"From day one everyone said we were crazy, no way you can do what you want to do. [It's] very ambitious, of course. But I would say we are just at the beginning of implementing that vision."
Investors, clearly, agree. Technology companies have become hesitant to go public, even before Covid-19 caused the economy to wobble, because of a surplus of private capital.
But backing from Warren Buffett, who has frequently scoffed at jumping in on stock market debuts, suggests Snowflake might be more than just froth.
One reason may be down to the type of customers it attracts. Consumer software, such as Uber, Pinterest, Facebook or Twitter, is at the beck and call of flighty individuals who are attracted by gimmicky discounts. These customers pose the risk of deleting an app without much thought, diminishing a company's user growth and revenue stream.
Business customers, whom Snowflake counts on, spend more and are more loyal, making businesses who deal with them a more valuable, long-term prospect.
Snowflake offers a virtual data warehouse, allowing companies to pool data from different cloud instances and run analysis on it.

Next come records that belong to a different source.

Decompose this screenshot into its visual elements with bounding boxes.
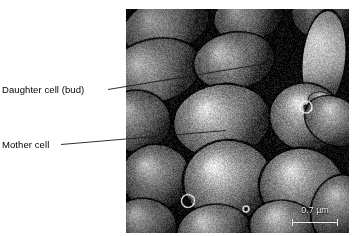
sem-micrograph-image <box>126 9 349 233</box>
figure-root: 0.7 µm Daughter cell (bud) Mother cell <box>0 0 358 236</box>
micrograph-panel: 0.7 µm <box>126 9 349 233</box>
annotation-label-mother-cell: Mother cell <box>2 139 49 150</box>
annotation-label-daughter-cell: Daughter cell (bud) <box>2 84 84 95</box>
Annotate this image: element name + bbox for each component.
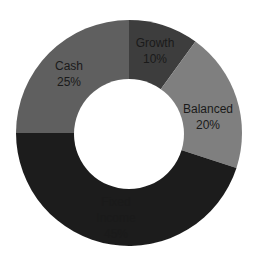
- label-growth-value: 10%: [143, 52, 167, 66]
- label-fixed-income-value: 45%: [104, 227, 128, 241]
- donut-chart: Growth 10% Balanced 20% Fixed Income 45%…: [0, 0, 256, 263]
- label-growth-name: Growth: [136, 36, 175, 50]
- label-balanced-name: Balanced: [183, 102, 233, 116]
- label-cash-value: 25%: [57, 75, 81, 89]
- label-cash-name: Cash: [55, 59, 83, 73]
- label-fixed-income-name-1: Fixed: [101, 195, 130, 209]
- label-balanced-value: 20%: [196, 118, 220, 132]
- donut-hole: [74, 79, 184, 189]
- label-fixed-income-name-2: Income: [96, 211, 136, 225]
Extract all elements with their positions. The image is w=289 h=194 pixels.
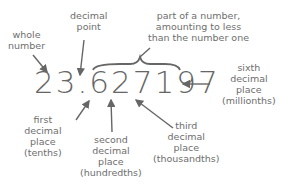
arrow-first-place: [76, 101, 89, 120]
arrow-second-place: [111, 100, 112, 132]
connector-fractional-label: [140, 48, 150, 57]
arrow-third-place: [136, 100, 173, 128]
arrows-layer: [0, 0, 289, 194]
brace-fractional-part: [93, 57, 180, 70]
arrow-whole-number: [33, 55, 47, 72]
arrow-decimal-point: [80, 40, 84, 75]
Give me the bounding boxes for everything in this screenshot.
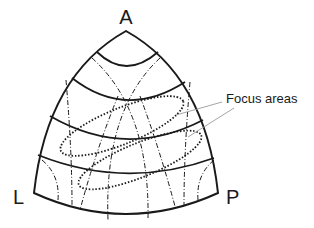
vertex-label-p: P bbox=[226, 186, 239, 208]
focus-area-ellipse-upper bbox=[54, 85, 190, 168]
vertex-label-l: L bbox=[13, 186, 24, 208]
focus-areas-diagram: A L P Focus areas bbox=[0, 0, 314, 228]
focus-area-ellipse-lower bbox=[72, 120, 207, 201]
vertex-label-a: A bbox=[119, 6, 133, 28]
focus-areas-label: Focus areas bbox=[226, 91, 298, 106]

It also claims to serve a critical need for companies looking to pool their ever-expanding databases in virtual warehouses. Moving such data "off premise" into the cloud means less maintenance, fewer names on the payroll and greater flexibility when it comes to capacity and budgets.
Rather than building out architecture, IT managers can simply tap a button to add more credits. The risk is that the data is being stored by another party, and could be subject to outages and theft.
What Snowflake offers
This is why many companies are taking a hybrid approach, storing some data in-house while using the big cloud providers for less critical data, or spreading their trove across multiple cloud services. That means they need a tool to sync data from various databases together and analyse it holistically, which is where Snowflake comes in.
"Even if this data is completely siloed and bunkered in many different systems, all of a sudden [customers] can centralise this data and analyse it and have a really 360 view," says Dageville.
"I can connect my data with my customers, with my partners, with my first party datasets, with [data from] vendors. It doesn't matter that [the data is on] Amazon or Google or Microsoft Azure. For you it's a unified Snowflake layer."
Snowflake is not the only player in the market. Rival data warehousing appliances like Teradata, Netezza and Exadata have loyal customers – not to mention the cloud giants that Dageville namechecks.
Teradata reported $1.89b in revenue in 2019, down $2.1b for 2018. Conversely, Snowflake reported revenues of $96.7 million and $264.7m in 2019 and 2020 with a net loss of $178.0m and $348.5m.
But Teradata, founded in California in 1979, was trading at a market value of $2.5b on Wednesday, to Snowflake's $70b high.
Price justified?
Dageville shrugs off the question of whether the price is justified; Snowflake, he says, has the cash it needs to push Snowflake's technology forward. He adds it will need that money to go up against Amazon and its ilk, who are "partners" but also ultimately competitors – an overlap that has concerned some investors.
Although there is certainly room for Snowflake to grab hold of its competitors' revenue, its backers are also banking on the premise that Snowflake will be to enterprise software tools as Zoom has been to Cisco's WebEx: easy to use, affordable and incredibly popular.
"I am fascinated [by] simplicity – [by] making complex systems really easy to use," says Dageville. "People often associate complexity with power. It's the reverse, actually: complexity is a barrier to power."
That didn't stop Ross Gerber, a Tesla bull, co-founder and chief executive of wealth management firm Gerber Kawasaki, tweeting: "I guess Tesla is cheap when looking at Snowflake."
Although it may not seem as world-transforming as Uber or Airbnb, Snowflake has proven to be a so-called "disruptor" of its own making, offering a cheaper, lighter alternative to the database products offered by Oracle or SAP, which have traditionally hogged the market, locking customers into lengthy maintenance contracts.
Impressive client base
The name of one of Snowflake's competitors, AWS Redshift, is a brazen dig at Oracle, which is often referred to as the Big Red.
Plus, Snowflake has an impressive user base, counting some of the biggest names in the world – Sony, Capital One – among its 3117 customers.
As of July, its customers included seven of the Fortune 10 and 146 of the Fortune 500, with each contributing between 4 and 26 per cent of its revenues. Just adding on a few more names in the coming months will deliver good returns.
Known backers only added to the sales frenzy, which was paused due to volatility on Wednesday. Berkshire Hathaway's Warren Buffett and Marc Benioff's Salesforce Venture Fund LLC picked up $250m worth of shares apiece at the IPO price.
Buffett has often scoffed at buying companies in their fledgling stage. His seal of approval is certain to have given the shares even more of an allure.
In future, Dageville wants to use artificial intelligence (AI) to sort data more deeply and rapidly, as well as cutting the time Snowflake takes to integrate new information so that it appears in customers' systems within "a few seconds, potentially even less than one".
"It's only a milestone, right?" he says of the successful float. "It's a milestone in our road, and it's a long road. It looks short; everyone says 'wow, in eight years you did so much!' For me, it seems like 20 years or even more."